For app teams · someone enrolled your namespace

Your pod just got
more headroom.

Headroom now manages your containers' CPU limits — and only the limits. Here's the contract, what you'll see, and the one caveat worth knowing about.

What changed

Your CPU limit is no longer a fixed number. It's your request, plus a fair share of whatever CPU the node hasn't promised to anyone else. Empty node: big limit. Busy node: your request.

What never changes

Your requests, your memory, your scheduling, your bill. Headroom only ever writes limits.cpu — live, via in-place resize, no restarts.

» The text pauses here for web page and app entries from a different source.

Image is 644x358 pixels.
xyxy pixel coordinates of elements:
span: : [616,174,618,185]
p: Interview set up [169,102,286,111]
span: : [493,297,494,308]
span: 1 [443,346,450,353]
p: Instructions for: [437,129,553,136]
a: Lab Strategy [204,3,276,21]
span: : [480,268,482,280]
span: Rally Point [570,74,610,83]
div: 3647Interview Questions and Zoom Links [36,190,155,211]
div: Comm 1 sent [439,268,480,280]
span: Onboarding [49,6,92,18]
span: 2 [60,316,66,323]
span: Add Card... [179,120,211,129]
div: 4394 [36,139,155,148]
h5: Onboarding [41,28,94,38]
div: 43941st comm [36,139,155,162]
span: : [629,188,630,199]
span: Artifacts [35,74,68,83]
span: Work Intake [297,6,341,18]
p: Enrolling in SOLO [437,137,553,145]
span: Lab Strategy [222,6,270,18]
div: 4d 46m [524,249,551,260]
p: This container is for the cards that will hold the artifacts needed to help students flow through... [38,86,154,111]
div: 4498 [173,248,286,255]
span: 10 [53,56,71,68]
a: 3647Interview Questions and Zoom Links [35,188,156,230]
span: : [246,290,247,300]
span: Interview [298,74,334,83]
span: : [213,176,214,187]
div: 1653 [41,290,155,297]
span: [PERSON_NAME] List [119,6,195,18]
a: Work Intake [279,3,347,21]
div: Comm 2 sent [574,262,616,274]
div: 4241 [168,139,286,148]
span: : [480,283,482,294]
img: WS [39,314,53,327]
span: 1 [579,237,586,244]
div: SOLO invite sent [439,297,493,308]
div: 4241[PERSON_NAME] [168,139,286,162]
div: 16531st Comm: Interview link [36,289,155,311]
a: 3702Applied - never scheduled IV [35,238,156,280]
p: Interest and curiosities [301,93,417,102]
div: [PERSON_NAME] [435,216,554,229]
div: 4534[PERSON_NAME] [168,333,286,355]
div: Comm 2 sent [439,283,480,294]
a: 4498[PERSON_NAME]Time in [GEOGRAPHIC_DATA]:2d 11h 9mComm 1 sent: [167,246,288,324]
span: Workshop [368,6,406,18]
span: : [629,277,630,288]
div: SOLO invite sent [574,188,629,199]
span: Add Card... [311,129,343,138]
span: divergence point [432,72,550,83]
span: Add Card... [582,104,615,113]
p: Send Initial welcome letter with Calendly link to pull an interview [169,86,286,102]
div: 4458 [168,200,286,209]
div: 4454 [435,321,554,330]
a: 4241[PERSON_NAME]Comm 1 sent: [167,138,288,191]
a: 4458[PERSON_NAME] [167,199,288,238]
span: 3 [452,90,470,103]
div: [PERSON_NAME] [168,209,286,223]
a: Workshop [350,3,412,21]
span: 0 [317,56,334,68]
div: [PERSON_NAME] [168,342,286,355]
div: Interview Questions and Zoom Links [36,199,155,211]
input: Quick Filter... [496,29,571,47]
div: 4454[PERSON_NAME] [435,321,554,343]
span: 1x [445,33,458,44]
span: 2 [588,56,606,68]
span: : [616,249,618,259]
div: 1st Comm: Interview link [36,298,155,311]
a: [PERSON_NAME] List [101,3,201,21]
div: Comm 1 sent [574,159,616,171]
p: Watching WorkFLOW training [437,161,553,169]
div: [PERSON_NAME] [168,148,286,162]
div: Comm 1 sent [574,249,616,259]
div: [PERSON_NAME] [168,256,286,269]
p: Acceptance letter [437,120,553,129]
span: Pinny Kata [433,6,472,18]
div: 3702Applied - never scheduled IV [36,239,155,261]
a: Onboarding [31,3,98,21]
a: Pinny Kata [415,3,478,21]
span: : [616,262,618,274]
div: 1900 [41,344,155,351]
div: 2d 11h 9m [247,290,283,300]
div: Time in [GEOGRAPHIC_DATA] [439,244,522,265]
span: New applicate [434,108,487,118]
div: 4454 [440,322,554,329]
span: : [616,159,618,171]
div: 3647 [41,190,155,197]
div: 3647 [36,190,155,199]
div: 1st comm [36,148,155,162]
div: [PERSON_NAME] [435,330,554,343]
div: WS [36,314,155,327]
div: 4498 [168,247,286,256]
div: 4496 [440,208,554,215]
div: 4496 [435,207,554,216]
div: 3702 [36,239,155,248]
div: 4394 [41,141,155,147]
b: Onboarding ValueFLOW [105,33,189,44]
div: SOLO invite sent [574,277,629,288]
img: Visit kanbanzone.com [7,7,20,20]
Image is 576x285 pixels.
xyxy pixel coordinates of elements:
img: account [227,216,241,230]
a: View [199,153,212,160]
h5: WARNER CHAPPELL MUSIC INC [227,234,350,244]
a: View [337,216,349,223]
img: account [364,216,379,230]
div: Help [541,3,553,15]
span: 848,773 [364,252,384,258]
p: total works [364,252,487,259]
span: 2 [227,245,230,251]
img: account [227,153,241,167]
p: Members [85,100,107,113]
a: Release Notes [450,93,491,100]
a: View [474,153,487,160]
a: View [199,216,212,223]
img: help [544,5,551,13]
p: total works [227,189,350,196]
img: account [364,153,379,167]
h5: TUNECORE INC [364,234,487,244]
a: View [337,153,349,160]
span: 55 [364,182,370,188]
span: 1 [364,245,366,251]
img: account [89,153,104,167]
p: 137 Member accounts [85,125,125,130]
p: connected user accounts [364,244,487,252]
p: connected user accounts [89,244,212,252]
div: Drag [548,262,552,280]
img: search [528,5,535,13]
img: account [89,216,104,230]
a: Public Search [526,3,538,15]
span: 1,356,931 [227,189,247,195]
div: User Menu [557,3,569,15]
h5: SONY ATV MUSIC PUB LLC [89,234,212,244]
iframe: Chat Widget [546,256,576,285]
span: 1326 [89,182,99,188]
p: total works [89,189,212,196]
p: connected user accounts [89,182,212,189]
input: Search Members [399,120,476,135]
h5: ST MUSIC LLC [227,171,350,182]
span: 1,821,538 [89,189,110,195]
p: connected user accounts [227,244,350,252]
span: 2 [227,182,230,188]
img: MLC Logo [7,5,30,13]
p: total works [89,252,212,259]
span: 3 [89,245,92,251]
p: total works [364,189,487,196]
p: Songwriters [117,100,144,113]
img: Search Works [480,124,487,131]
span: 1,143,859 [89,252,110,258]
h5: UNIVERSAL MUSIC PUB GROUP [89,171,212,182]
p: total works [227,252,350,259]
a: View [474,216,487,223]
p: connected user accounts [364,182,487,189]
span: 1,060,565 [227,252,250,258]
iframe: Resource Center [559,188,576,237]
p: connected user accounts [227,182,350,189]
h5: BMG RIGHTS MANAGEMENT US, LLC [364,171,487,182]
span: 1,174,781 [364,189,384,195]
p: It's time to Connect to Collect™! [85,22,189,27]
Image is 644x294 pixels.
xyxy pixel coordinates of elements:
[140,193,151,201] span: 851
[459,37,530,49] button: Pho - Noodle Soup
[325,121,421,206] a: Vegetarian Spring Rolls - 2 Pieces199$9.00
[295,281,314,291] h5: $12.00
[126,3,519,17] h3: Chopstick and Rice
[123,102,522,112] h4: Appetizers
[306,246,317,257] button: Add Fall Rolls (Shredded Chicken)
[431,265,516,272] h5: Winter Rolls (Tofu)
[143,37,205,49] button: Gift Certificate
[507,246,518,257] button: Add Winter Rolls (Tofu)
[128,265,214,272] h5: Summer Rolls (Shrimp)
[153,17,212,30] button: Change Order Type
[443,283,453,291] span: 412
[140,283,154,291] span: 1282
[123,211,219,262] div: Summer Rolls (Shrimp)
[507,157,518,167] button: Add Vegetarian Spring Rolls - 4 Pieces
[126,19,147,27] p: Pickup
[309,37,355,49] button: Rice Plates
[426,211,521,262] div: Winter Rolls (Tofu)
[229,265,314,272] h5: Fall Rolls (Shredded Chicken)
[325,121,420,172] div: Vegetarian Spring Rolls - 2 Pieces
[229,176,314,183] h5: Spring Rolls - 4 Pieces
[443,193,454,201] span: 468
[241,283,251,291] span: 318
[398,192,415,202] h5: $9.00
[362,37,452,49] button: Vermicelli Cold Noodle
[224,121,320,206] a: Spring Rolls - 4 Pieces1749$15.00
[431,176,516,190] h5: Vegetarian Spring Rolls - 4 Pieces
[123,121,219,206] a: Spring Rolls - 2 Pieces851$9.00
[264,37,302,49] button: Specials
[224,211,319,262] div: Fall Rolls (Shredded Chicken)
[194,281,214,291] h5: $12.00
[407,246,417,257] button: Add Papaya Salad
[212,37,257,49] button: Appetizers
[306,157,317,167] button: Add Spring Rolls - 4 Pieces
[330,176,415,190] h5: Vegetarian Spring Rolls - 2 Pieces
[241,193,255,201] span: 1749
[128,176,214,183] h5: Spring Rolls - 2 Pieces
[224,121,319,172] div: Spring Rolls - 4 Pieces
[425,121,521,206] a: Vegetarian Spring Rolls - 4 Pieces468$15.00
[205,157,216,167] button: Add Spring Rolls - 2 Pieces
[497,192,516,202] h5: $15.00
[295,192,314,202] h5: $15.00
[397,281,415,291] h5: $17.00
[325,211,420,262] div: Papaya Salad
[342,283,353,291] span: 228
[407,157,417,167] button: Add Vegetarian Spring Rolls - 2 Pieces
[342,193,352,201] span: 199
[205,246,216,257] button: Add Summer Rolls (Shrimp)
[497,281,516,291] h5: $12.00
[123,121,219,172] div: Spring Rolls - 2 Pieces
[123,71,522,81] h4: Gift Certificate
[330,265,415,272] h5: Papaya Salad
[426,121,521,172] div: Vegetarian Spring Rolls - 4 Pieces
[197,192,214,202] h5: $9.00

A shrinking limit is normal

It means the node got busier — not an incident. You still have everything you requested, guaranteed by the scheduler and the kernel.

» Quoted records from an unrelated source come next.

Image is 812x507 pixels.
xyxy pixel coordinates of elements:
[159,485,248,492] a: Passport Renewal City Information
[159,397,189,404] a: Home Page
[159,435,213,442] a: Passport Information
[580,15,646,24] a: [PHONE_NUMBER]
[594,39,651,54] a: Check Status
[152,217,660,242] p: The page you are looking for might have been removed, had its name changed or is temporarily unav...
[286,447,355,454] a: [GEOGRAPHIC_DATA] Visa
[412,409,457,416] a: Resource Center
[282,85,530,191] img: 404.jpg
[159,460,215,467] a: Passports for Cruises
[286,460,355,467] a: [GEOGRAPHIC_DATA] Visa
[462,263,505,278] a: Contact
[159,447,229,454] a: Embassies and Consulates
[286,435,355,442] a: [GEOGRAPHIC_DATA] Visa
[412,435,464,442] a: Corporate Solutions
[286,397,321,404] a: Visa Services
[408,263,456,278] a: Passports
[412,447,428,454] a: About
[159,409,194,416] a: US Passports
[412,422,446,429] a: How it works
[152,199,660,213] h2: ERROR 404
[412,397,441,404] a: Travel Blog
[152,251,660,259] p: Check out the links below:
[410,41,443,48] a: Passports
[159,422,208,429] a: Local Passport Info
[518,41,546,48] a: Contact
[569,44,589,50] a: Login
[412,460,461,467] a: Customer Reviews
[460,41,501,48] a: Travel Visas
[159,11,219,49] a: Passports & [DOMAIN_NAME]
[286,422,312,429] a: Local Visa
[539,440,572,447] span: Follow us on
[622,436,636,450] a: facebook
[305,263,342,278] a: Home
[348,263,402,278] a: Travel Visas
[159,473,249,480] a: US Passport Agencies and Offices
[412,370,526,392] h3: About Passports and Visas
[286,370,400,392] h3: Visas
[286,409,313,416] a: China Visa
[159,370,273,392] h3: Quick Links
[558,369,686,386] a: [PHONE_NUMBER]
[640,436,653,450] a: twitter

The whole model, one paragraph

Your CPU request is guaranteed. Your CPU limit is your request plus a fair share of whatever CPU the node hasn't promised to anyone else — high on a quiet node, settling back to your request as the node fills. If you need more sustained CPU, raise your request — it buys guaranteed capacity, a bigger kernel share under contention, and a bigger slice of the node's unused CPU, all at once. There is no way to get sustained large CPU by requesting little.

The practical bits

See why your ceiling is what it is

The pod spec is the source of truth — kubectl get pod shows the enforced limit, a status annotation explains it, and every change emits a CPULimitAdjusted event.

kubectl get pod <pod> -o jsonpath=\
'{.metadata.annotations.kube-headroom\.dev/status}' | jq

Opt a pod out

Enrollment is per namespace; excluding one workload is a pod-template label. Guaranteed and BestEffort pods are never managed regardless.

metadata:
  labels:
    kube-headroom.dev/mode: unmanaged

Cap your own ceiling

Pinned parallelism (a GOMAXPROCS-sized service, say)? Tell Headroom never to raise you above it.

metadata:
  annotations:
    kube-headroom.dev/max-cpu: "4"

The one real caveat

Many runtimes size thread pools from a CPU count at boot and never re-read it — a live-raised ceiling won't grow a boot-sized pool. Set your parallelism explicitly, or accept birth-limit sizing. The CPU footguns catalog covers JVM, Go, Python, Node, .NET, Rust, and the ML/GPU stacks, with workarounds for each.

Running VPA? The two compose cleanly — VPA owns requests, Headroom owns limits — as long as VPA is set to controlledValues: RequestsOnly. Using HPA? Structurally unaffected, but unthrottled pods reveal true demand, so review your thresholds. Recipes for both are in the full guide.